Four individuals and the 1976 national championship baseball team were inducted into the Bronco Athletics Hall of Fame on Saturday.

The 10th class inducted into the hall included women’s basketball player Lauri McIntosh, football player John Wiegmann, tennis coach Ann Lebedeff and track athlete Matthew Blaty.

“Probably haven’t seen anybody in about 40 years,” first baseman John Turriff said. “There were a couple of weddings in 1976 and 1977 right afterwards that may or may not have lasted, but that was probably the last time that I saw most of the guys.”

Left to right: John Wiegmann, Ann Lebedeff, Matthew Blaty and Lauri McIntosh. (David Wilson | The Poly Post)

McIntosh was part of back-to-back national championship teams in 2000-01 and 2001-02. She is third in points per game with 18.4 and second in points scored with 2,176.

In the summer before her senior year, McIntosh lost her brother in a motorcycle accident. She dedicated the year to her brother and the team won its second straight championship.

“If I felt like someone was trying to beat me at anything I wasn’t going to have it, I was going to do whatever it took for me to win and I think my teammates were the same way,” McIntosh said. “Plus, since we had been there before we kind of knew what was going to happen.”

She earned All-American honors twice in her career and Women’s Basketball Coaches Association Player of the Year in 2001-02.

Blaty attended Cal Poly Pomona from 1979-1984 and earned seven All-American honors competing in both track and field and cross country. He holds records in multiple events.

“I check back frequently maybe once or twice a year,” Blaty said. “To see if new talent is coming because I want to see the program win again, I want to see them grow and get back to that prominence that we had back in the 80s.”

Blaty won a national championship in cross country in 1983 and hopes to return if that team is inducted.

Coach Ann Lebedeff led men’s and women’s tennis from 1989-1998 winning back-to-back women’s national championships in 1991 and 1992 and a men’s doubles national championship in 1993.

Wilson named Lebedeff the Coach of the Decade for the 1990s.

Lebedeff started her speech by throwing her notes away.

“I always talk from the heart anyway because that’s the best way, so forget that,” Lebedeff said.

The highlight of Lebedeff’s remarks came when she called on the department to revive the tennis program.

“We are in Southern California, the costs are minimal, this could be a great program again and we need it here,” Lebedeff said.

Wiegmann represented another hall of famer whose sport is that no longer played at CPP.

Wiegmann walked on the football team after coming to CPP to run track.

“I just sort of always had in the back of mind that I felt that I was an okay athlete, that I could do something other than what I was doing in track and field,” Wiegmann said.

He finished his career with 156 catches, 1,856 yards and 18 touchdowns from 1968-1972.

The team was 0-10 in Wiegmann’s first season, but improved each year before earning a winning record in his senior year.

“We were a small school, we were not a dominate small school by any means,” Wiegmann said. “The program was always struggling, but we had a great group of guys, that got along well, and I think overall from the time we got here as freshman every year we got better.”

The ceremony concluded with the 1976 baseball team that won the program’s first national championship.

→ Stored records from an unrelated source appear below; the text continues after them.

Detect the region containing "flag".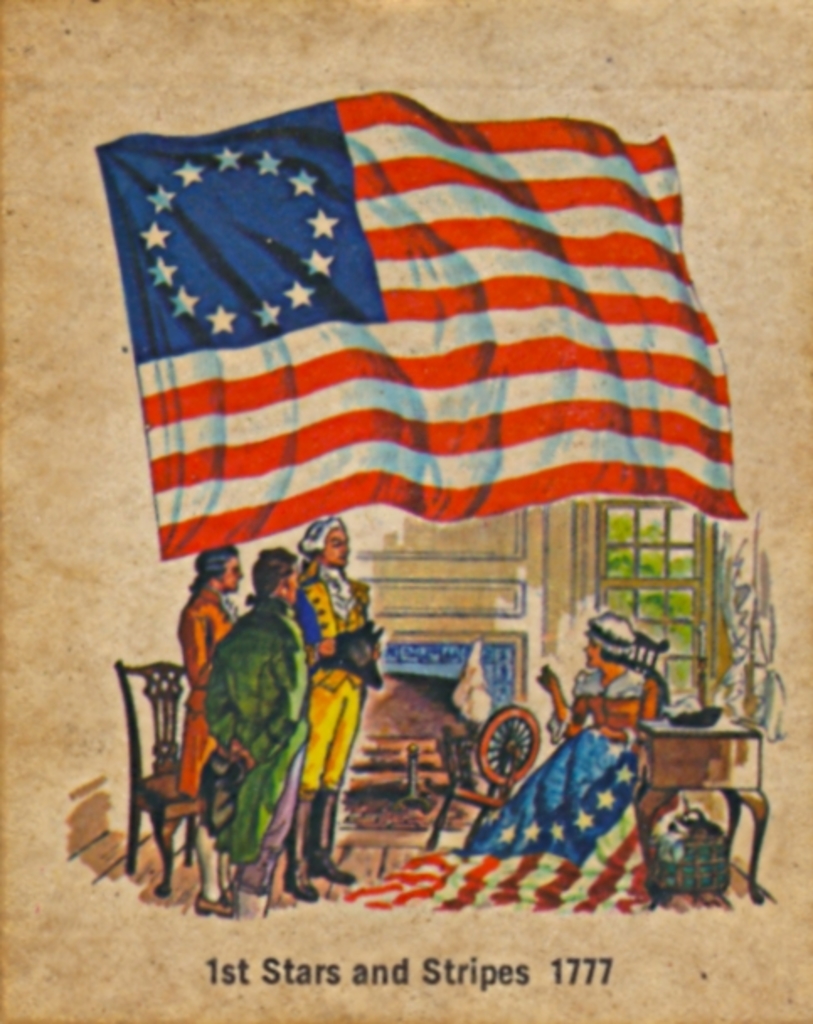
Rect(69, 94, 734, 589).
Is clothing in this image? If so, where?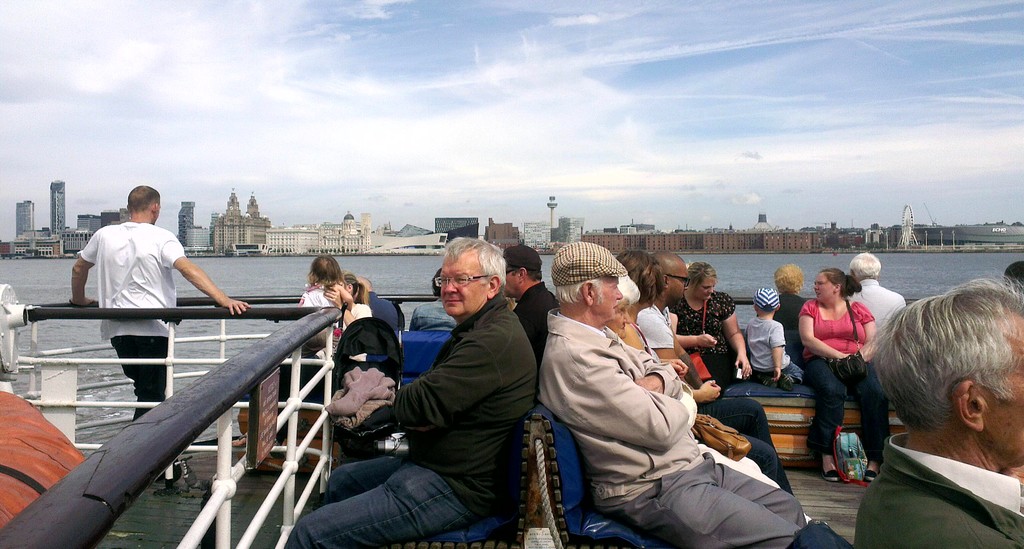
Yes, at box(540, 306, 808, 548).
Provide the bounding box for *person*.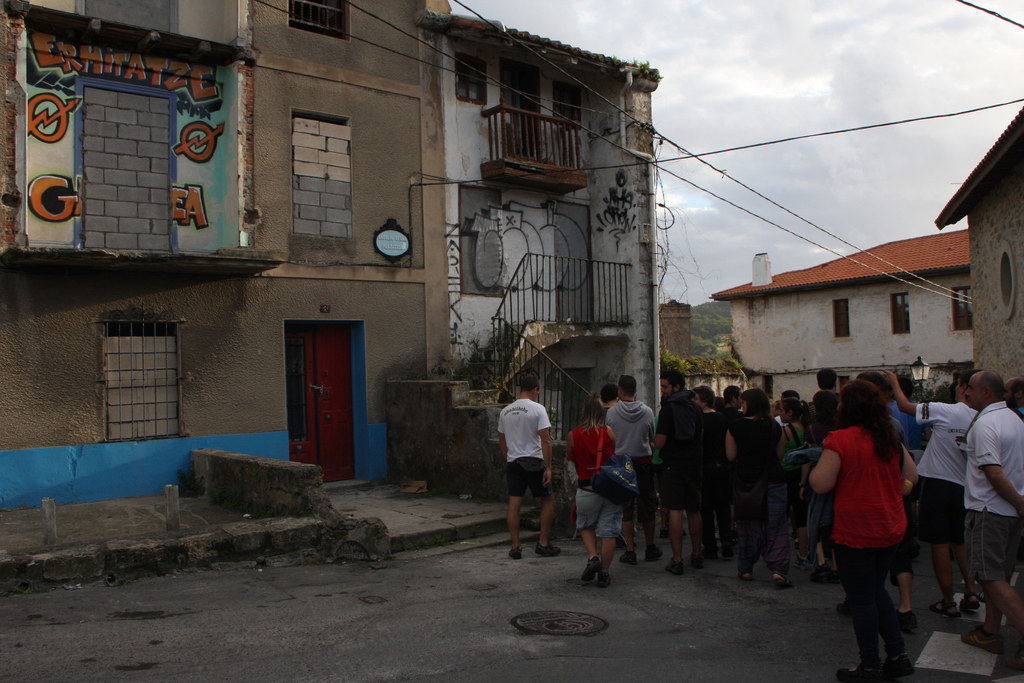
bbox(955, 367, 1023, 661).
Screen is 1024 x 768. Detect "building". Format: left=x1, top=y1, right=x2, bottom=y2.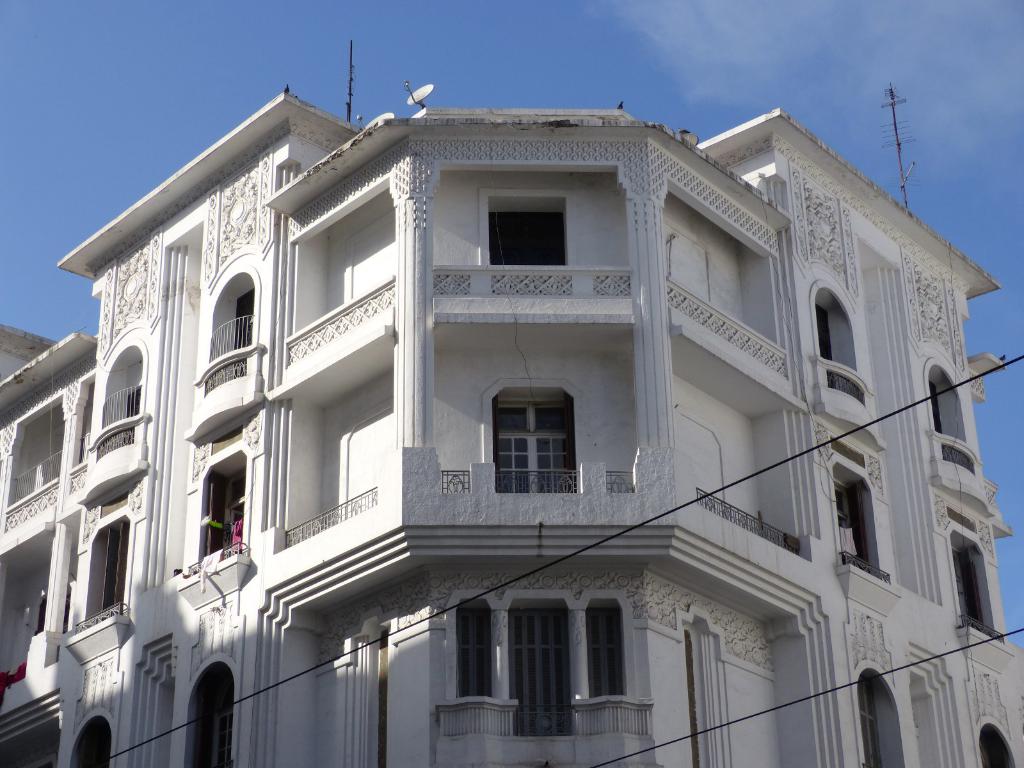
left=0, top=101, right=1023, bottom=767.
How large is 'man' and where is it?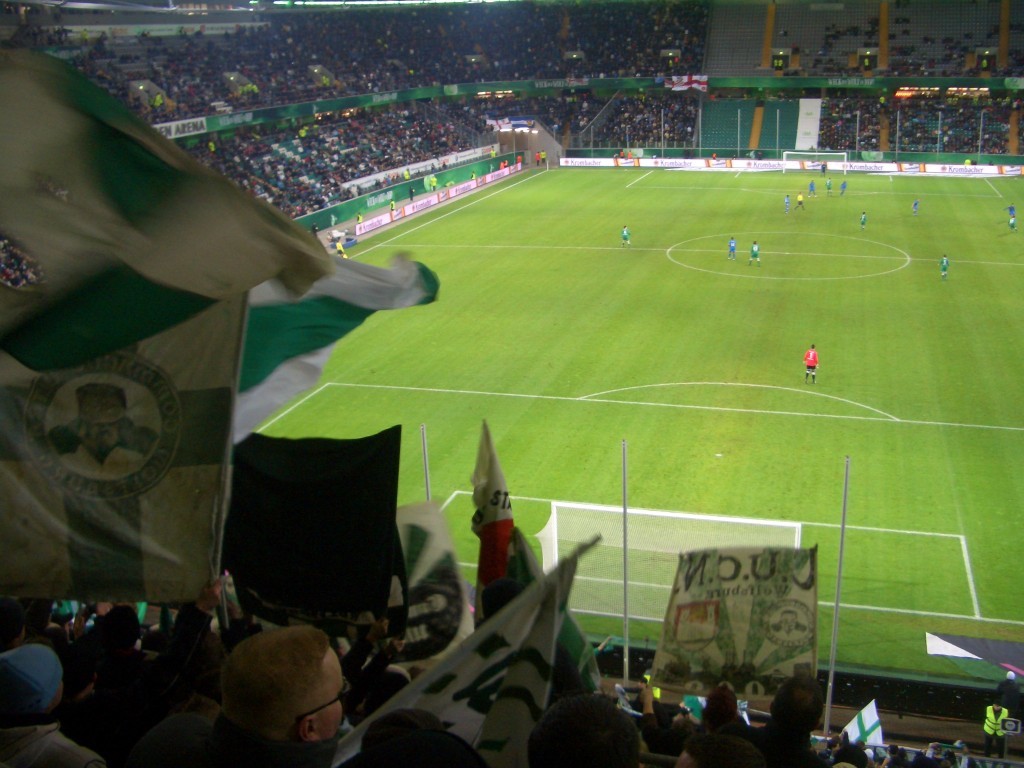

It is the first team to be inducted into the school’s hall of fame.

Thanks to right fielder Ken Hellyer, who contacted much of the team that live all over the country, 21 of the 25 team members attended.

The team won the national championship despite starting the season 2-9.

“We just kind of peaked at the right time and we just felt that we could never be out of a ball game as long as there was an out left in the game and we proved that,” Hellyer said.

The championship marked the first of three championships won by legendary coach John Scolinos.

Three coaches who were present reminisced about the way Scolinos managed the team on road trips and assigned reading from Psycho Cybernetics.

“He was a wonderful teacher and a great humanitarian. He was so humble and so simple in his vision and a great communicator,” Turriff said. “This team would have run through hell for him.”

The day concluded with the new inductees’ plaques being unveiled in the lobby of Kellogg Arena.